Opsound – the Gift Economy in Action
Online radio, streamed music and mp3 downloads are certainly nothing new. The web is filled with independent broadcasters, but as online radio has become mainstream, so has the music, and there is often little different between online and traditional radio.
Opsound (
www.opsound.org), a pioneer of online music sharing, is a site where you are guaranteed to find experimental and cutting edge music. Where else can you choose from genres like
blip, found sound, math, microsound, shoegazer, spoken and even
undefinable? The brainchild of artist Sal Randolph, Opsound is not a commercial venture.
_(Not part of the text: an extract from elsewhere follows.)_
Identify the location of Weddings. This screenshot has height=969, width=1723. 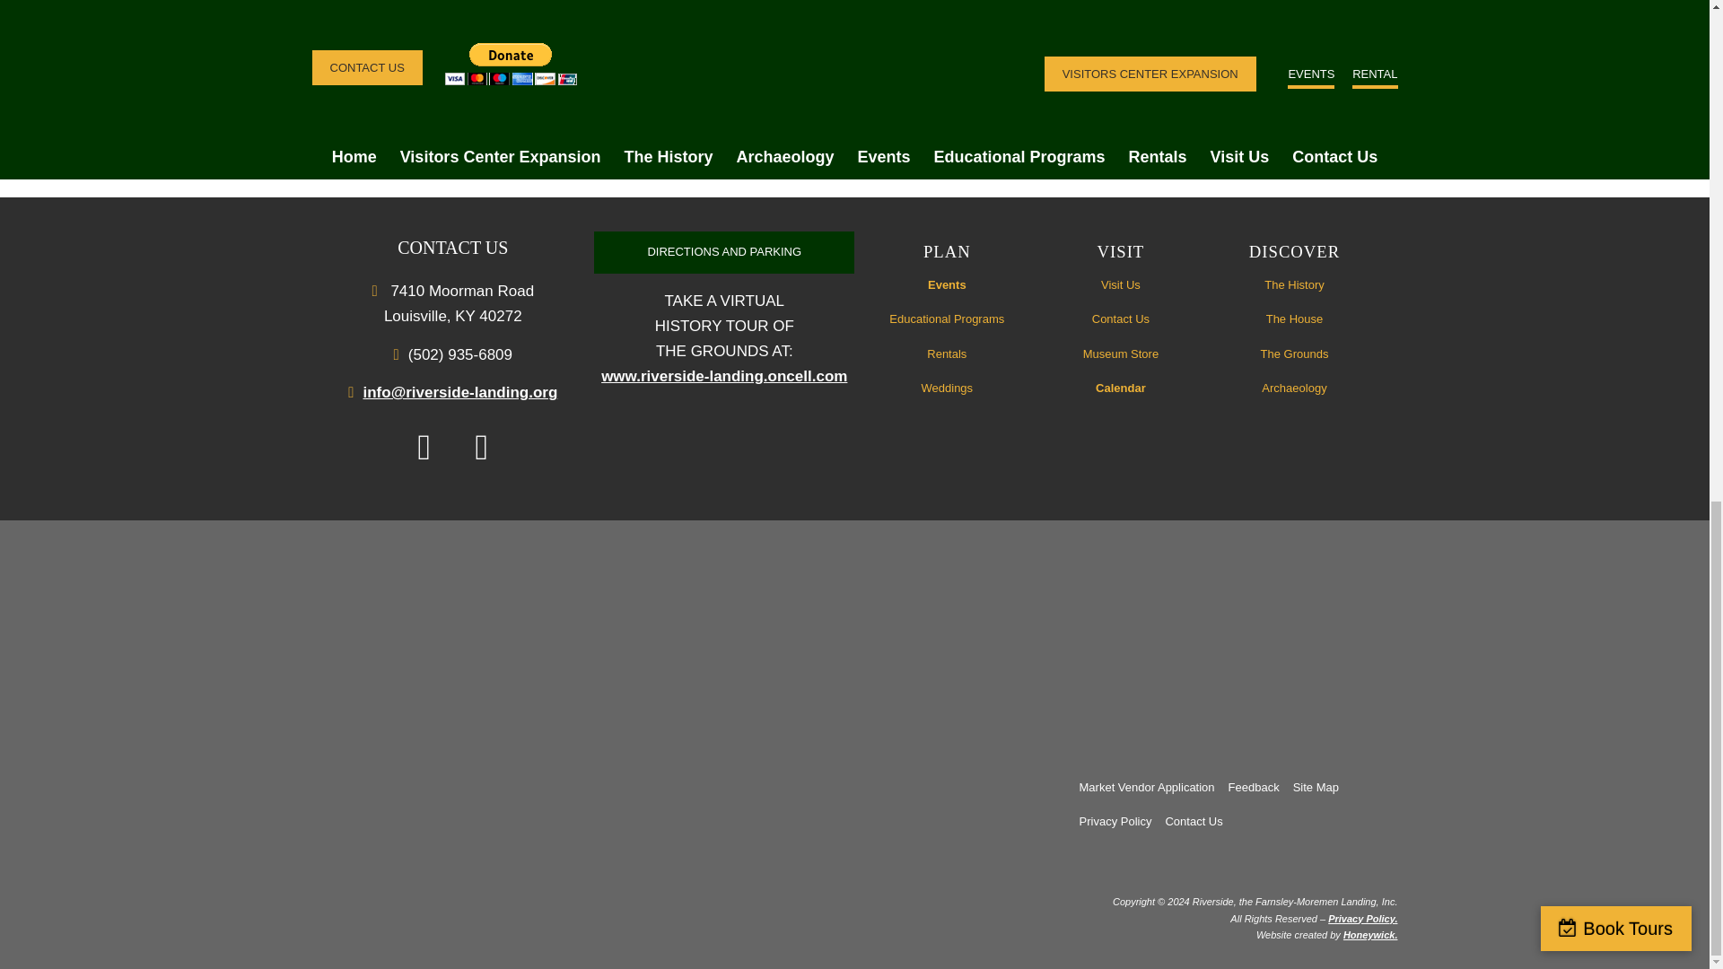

It is “the gift economy in action.” Musicians and sound artists are invited to upload their work into the site’s pool of online music. Then, anyone can download, listen to and even remix and re-use the sounds — and it is fully legal and free!
Opsound operates with a “copyleft” license, the Attribution-ShareAlike License developed by Creative Commons (
www.creativecommons.org), which essentially means that the music on the site can be re-used and incorporated into other music, as long as the new music attributes the original author and is likewise released under the same ShareAlike License. In other words, the music is free and must remain free.
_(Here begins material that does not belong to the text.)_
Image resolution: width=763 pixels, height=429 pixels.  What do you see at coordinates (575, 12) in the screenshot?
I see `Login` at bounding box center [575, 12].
While Opsound is obviously not the place to find top-twenty hits, its online pool is full of lyrical, noisy, quirky and wonderful finds. It has a critical mass of high quality electronic sounds, and is also a familiar hotspot in the international electro community. Still, you will find a whole range of styles and genres there. Some of the newest additions to the pool include “Self-reflective Temper Management” by The Walt, a Dutch post-hardcore band, “Lying Down” an ambient composition based on the Alexander Technique, and a gorgeous country single “Dance with a Stranger.” Some music has a touch of the amateur and the obscure, but listening in to the Opsound stream, a randomly generated mix of the pool, is always a source of real finds from all over the world.
At a time when US Internet broadcasters are facing off with the record industry over royalties, and as their royalty rates threaten to rise between 300 and 1200 percent (see:
www.savenetradio.org), Opsound’s copyleft model seems like a recipe for survival. However, for Randolph copyleft is an artistic and ethical principle more than a marketing strategy, and her site of contributors is full of sound-makers who share her philosophy. A gift is free but carries the obligation to keep on giving. The result is a vital community of exchange — and creative surplus!